Amid those Ruined Debris of an Apartment Block, I Encountered a Volume I’d Rendered

Among the wreckage of a destroyed building, a solitary vision lingered with me: a tome I had converted from the English language to Farsi, sitting partially covered in dust and ash. Its cover was shredded and smudged, its leaves curled and burned, but it was still readable. Still communicating.

An Urban Center Amid Assault

Two days prior, missiles commenced attacking the city. There were no warnings, just sudden, violent detonations. The internet was totally severed. I was in my apartment, translating a text about what it means to carry words across tongues, and the ethics and anxieties of taking on another’s voice. As edifices came down, I sat revising a text that suggested, in its quiet way, for the endurance of meaning.

Everything halted. A book my publishing house had been about to publish was stuck when the facility shut down. Retailers closed one by one. One night, when the blasts were too nearby, my family and I ran down the stairs toward the cellar. I couldn’t stop worrying about the bookshelves in my apartment, filled with reference books, hard-to-find books I had spent years accumulating and every book I had ever worked on. That archive was my lifework, and I didn’t know if I, or it, would make it through the night.

Distance and Devastation

My companion left with her parents for what they thought would be more secure towns – places that, days later, were also struck. My daughter went to stay in another city. As her train was pulling out, she sent me a image: in the faraway, a factory was burning, black smoke curling into the sky. People nearest me were suddenly somewhere else, and threat seemed to chase them.

During those days, emotions passed over the city like weather: instant fear, anxiety, indignation at the wrong, then detachment. Beyond the personal impact, the bombardment eradicated my ability to work. Without electricity and the internet, I had no access to the immediate searches and materials that the craft demands.

Outside, concussive forces blew windows from their casings; at a family member's house, every sheet of glass was broken, the possessions lay ruined, personal effects strewn throughout the rooms. When I visited, a woman sat before the destruction, working at an easel, refusing to let silence and dust have the last word.

Converting Pain

A photograph spread digitally of a 23-year-old artist who was killed when missiles struck a building. Her writing went was widely shared alongside her image. On a street where I once bought reference materials, I saw an elderly woman dashing between alleyways, calling a name. People said she had mourned a son in a war over 30 years ago, and now, the bombs had awakened some repressed memory. She was searching for a child who would never come home.

We were all transforming, in our own way: transforming ruin into art, death into lines, mourning into quest.

Translation as Resistance

A week after the attacks began, still amidst devastation, I found myself working on a children’s tale about a king whose daughter will recover only if she can hold the moon. Though written for children, it carried significant meaning for me then. The author, who lost his sight yet kept creating until the end of his life, understood something about striving for the unreachable. I wondered if the moon was the tranquility we all yearned for – seemingly unattainable, yet still worth pursuing.

During those nights, I understood translation as something beyond an art form: it was an act of defiance, of staying put, of holding on.

One day, in broad sunlight, blasts hit a facility; in those same hours, I was translating passages about a political thinker in his cell, asking for more resources, insisting that linguistic work become his “primary activity”. For him, translation was – as the author puts it – “a fact, goal, rigor, support, and metaphor” all at once.

A Scarred Voice

And then came the image. I noticed it on a news site and saw that, among the ruins of another apartment block, lay one of my old translations, damaged but whole, my name shown on the cover. The image was in colour, but it might as well have been monochrome, stripped of life among the rubble and ruins. For most of my career, I had been unseen, as all translators are. But here was my work made seen – scarred, but persisting.

I stared at the image for a long time. The author writes that “all translation is a statement”, but I had never felt the full weight of this until then. To translate, even under fire, was to say: “this voice had significance”. It will not be erased. To translate is not just to haul stories across languages, but to help them endure when everything else falls away. It is a quiet, unyielding rejection to vanish.

Patricia Harrison
Patricia Harrison

Financial analyst with over a decade of experience in international markets and investment advisory.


What is being asked = Please copy each line from the entries that contains the string "interactable".

Data tied to figure images =

===============

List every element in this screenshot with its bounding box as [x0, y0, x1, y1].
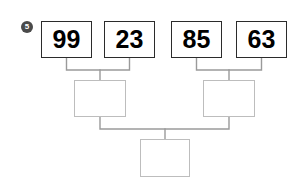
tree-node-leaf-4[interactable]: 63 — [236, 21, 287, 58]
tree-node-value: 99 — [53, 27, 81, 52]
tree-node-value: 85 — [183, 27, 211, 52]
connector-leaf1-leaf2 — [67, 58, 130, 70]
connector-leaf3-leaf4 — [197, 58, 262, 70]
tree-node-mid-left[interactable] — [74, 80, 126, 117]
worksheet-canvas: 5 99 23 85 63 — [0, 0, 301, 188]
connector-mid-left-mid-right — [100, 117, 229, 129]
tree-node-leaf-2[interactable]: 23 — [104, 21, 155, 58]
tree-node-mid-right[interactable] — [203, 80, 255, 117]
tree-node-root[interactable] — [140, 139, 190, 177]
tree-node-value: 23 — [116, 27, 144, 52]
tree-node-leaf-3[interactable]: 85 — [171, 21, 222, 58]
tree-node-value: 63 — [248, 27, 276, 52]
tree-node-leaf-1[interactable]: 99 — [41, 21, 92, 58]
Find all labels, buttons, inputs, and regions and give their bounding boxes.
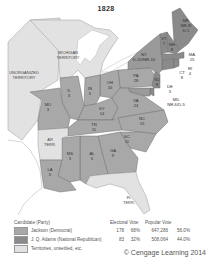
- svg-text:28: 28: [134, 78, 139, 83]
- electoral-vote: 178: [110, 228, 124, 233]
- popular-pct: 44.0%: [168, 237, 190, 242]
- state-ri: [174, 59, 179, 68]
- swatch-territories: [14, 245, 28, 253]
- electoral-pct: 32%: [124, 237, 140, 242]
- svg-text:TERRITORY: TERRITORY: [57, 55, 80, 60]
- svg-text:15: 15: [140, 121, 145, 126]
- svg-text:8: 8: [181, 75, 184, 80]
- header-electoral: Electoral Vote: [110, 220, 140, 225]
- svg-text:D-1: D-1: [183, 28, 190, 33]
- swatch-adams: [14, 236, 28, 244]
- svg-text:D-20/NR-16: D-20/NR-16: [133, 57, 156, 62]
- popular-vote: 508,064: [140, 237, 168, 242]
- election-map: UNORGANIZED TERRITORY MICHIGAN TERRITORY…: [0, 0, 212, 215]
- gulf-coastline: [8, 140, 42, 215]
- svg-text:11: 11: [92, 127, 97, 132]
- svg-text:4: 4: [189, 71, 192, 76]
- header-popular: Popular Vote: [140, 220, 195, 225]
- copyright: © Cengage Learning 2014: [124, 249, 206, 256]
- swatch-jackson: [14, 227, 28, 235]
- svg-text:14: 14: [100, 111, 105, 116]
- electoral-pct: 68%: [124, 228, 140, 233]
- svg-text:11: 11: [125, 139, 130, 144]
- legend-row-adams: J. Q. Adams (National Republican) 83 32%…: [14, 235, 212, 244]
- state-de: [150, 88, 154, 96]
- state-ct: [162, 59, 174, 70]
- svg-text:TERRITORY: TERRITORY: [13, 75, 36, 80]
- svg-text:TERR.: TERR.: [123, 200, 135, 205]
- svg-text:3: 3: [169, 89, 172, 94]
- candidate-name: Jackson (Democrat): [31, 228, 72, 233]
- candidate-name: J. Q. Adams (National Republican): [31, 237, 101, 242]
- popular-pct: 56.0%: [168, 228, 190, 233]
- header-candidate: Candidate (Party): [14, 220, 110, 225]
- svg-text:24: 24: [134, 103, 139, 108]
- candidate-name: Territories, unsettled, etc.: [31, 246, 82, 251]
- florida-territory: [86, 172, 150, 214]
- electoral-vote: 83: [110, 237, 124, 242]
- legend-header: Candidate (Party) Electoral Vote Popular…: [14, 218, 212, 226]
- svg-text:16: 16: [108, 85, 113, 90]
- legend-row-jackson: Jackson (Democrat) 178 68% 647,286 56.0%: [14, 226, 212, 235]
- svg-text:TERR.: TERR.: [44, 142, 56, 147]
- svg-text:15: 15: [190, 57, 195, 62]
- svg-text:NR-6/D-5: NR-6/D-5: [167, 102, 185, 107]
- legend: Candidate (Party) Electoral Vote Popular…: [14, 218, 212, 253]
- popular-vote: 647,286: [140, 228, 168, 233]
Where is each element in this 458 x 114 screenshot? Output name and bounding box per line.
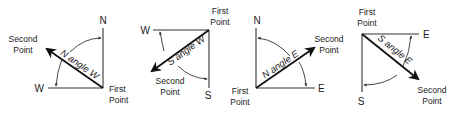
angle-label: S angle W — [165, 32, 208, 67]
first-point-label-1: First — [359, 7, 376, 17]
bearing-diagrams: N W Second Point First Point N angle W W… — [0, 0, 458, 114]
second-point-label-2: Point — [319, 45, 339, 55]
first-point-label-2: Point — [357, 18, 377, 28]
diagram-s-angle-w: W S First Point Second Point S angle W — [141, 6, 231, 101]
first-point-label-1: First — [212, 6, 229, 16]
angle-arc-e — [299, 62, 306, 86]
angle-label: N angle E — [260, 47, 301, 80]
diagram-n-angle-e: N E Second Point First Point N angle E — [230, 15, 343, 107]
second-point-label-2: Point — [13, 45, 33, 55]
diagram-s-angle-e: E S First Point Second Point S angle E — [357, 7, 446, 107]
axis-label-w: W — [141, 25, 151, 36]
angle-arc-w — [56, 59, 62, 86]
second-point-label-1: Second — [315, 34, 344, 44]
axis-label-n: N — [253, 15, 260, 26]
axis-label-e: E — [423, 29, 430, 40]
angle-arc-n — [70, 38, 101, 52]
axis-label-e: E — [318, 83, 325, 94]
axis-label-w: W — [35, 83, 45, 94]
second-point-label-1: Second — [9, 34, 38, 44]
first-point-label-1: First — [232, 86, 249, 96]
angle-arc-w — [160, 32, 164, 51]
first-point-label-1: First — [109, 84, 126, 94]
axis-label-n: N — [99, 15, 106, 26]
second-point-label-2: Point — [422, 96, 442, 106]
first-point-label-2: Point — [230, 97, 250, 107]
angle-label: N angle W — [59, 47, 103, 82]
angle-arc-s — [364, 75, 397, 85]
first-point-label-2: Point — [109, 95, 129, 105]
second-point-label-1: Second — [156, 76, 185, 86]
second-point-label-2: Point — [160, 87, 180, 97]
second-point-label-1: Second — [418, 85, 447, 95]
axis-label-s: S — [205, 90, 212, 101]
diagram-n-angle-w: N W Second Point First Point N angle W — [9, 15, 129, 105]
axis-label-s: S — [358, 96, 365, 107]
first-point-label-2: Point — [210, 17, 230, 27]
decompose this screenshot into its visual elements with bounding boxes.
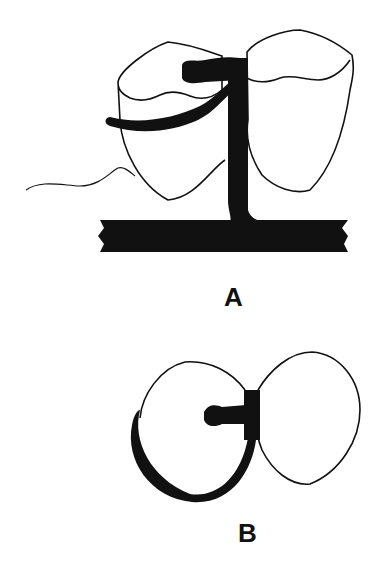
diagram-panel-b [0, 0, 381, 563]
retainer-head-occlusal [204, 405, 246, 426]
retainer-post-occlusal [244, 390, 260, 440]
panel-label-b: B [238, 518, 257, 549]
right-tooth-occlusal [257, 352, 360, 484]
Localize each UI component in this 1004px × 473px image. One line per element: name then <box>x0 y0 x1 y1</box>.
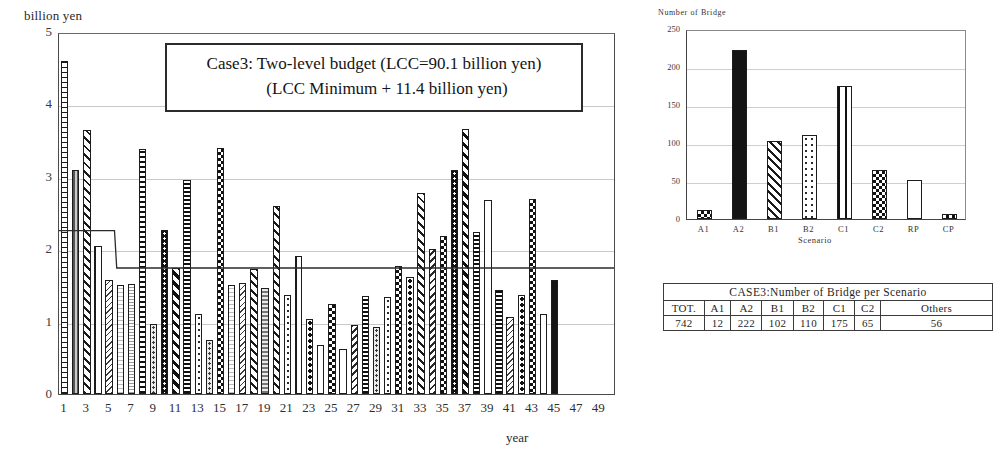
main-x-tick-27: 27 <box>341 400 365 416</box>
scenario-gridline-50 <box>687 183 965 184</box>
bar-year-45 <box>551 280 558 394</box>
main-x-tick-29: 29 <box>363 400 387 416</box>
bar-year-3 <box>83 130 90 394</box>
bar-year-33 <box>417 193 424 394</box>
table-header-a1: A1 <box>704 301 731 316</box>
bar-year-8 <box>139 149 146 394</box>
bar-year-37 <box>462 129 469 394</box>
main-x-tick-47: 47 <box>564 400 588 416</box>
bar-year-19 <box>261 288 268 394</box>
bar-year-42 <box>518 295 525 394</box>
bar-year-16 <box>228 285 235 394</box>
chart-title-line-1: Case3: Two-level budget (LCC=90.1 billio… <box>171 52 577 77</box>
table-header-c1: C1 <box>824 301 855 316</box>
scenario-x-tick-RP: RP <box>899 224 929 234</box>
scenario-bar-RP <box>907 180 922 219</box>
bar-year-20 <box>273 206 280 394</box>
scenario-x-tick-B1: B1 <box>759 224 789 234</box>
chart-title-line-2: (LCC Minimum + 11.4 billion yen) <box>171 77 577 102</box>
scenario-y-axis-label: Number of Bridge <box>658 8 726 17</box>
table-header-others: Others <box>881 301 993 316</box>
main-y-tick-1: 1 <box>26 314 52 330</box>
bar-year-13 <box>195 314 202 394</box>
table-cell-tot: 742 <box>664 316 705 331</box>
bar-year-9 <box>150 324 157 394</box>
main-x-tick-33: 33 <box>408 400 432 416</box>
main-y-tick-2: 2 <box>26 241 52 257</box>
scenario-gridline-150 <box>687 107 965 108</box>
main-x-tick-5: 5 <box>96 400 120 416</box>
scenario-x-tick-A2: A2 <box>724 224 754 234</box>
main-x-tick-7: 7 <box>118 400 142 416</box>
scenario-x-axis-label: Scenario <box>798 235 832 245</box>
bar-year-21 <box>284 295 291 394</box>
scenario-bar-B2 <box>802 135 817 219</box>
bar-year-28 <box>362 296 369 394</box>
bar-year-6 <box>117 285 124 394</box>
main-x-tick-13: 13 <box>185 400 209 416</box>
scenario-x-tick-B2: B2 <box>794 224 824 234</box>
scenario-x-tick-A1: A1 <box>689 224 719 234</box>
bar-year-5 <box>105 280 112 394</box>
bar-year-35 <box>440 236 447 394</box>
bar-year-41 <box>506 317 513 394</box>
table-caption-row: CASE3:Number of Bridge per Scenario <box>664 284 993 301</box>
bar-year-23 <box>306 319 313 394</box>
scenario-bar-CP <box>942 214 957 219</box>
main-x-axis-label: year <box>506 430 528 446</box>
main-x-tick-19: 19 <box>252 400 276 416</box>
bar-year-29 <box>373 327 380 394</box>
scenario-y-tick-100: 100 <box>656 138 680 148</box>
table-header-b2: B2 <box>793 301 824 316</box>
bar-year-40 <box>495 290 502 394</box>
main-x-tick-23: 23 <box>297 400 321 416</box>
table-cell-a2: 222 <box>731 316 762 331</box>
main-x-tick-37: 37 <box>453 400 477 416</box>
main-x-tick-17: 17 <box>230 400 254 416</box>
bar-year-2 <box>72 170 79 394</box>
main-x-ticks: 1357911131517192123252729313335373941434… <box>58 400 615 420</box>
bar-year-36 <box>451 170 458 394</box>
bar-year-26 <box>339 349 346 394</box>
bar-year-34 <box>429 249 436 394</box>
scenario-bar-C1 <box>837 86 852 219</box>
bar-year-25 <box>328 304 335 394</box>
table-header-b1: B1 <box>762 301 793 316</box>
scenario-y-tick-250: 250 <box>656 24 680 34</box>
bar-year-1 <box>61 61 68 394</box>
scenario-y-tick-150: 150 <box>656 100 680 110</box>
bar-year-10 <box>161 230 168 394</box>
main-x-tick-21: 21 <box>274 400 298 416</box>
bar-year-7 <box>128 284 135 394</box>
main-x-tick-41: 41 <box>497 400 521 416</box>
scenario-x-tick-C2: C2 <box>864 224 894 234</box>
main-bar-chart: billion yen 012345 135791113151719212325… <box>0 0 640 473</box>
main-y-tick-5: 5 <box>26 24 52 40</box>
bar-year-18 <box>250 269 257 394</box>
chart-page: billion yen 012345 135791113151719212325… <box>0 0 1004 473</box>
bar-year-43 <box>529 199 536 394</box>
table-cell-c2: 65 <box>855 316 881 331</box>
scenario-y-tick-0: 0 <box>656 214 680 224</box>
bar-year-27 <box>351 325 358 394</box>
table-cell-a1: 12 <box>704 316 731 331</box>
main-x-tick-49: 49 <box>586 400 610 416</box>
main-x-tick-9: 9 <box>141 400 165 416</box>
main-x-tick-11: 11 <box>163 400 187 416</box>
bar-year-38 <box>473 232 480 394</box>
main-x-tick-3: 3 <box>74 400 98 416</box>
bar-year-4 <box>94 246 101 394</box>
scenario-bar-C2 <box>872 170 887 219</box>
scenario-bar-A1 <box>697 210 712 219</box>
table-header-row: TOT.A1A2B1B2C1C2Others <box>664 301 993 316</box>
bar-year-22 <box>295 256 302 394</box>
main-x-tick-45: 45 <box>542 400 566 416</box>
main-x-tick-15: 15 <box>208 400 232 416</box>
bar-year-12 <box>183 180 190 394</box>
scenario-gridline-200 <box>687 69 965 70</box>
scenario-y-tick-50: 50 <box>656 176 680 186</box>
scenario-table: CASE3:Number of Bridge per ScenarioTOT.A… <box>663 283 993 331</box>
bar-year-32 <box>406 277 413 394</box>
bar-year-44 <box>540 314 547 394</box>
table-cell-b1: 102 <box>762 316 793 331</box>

===============

Answer to this exercise =
tree-node-leaf-4[interactable]: 63 — [236, 21, 287, 58]
tree-node-mid-left[interactable] — [74, 80, 126, 117]
tree-node-leaf-2[interactable]: 23 — [104, 21, 155, 58]
tree-node-mid-right[interactable] — [203, 80, 255, 117]
tree-node-root[interactable] — [140, 139, 190, 177]
tree-node-leaf-3[interactable]: 85 — [171, 21, 222, 58]
tree-node-leaf-1[interactable]: 99 — [41, 21, 92, 58]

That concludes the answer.